PROBLEM DETAILS:
Quote word for word from the line holding "Find the location" to the last line below, including both, and omit any pictures.

Collected data:
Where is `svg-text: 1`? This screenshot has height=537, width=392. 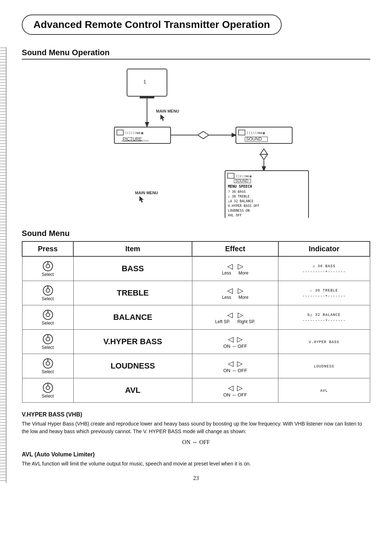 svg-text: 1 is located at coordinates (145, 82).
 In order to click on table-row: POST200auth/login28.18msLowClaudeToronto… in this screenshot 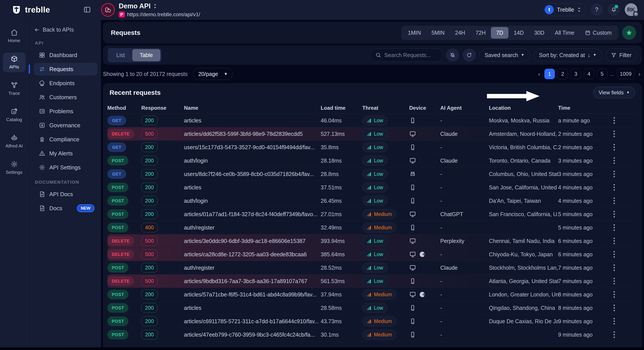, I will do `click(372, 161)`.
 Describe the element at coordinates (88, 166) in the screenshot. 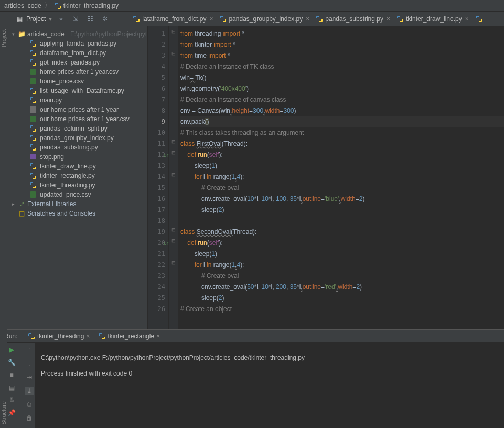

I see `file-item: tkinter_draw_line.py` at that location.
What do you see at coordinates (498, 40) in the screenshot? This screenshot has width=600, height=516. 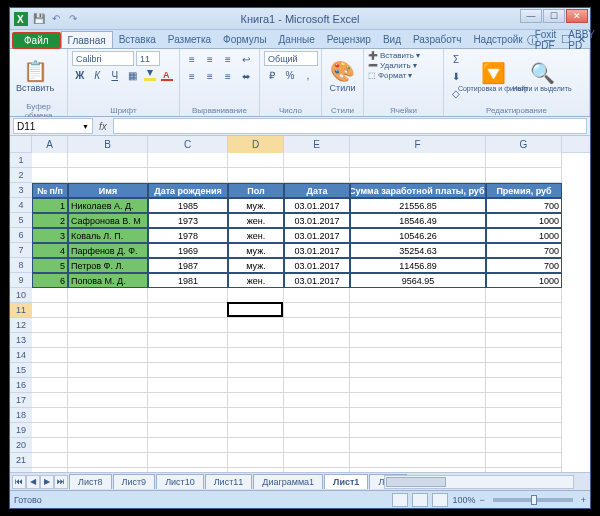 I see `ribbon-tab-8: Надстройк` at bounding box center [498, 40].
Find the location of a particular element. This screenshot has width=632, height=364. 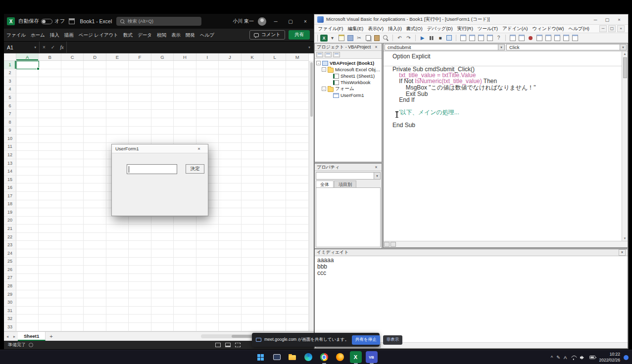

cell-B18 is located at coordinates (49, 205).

TASK RESPONSE:
Find the location of a particular element. This screenshot has width=632, height=364. 

cell-B18 is located at coordinates (49, 205).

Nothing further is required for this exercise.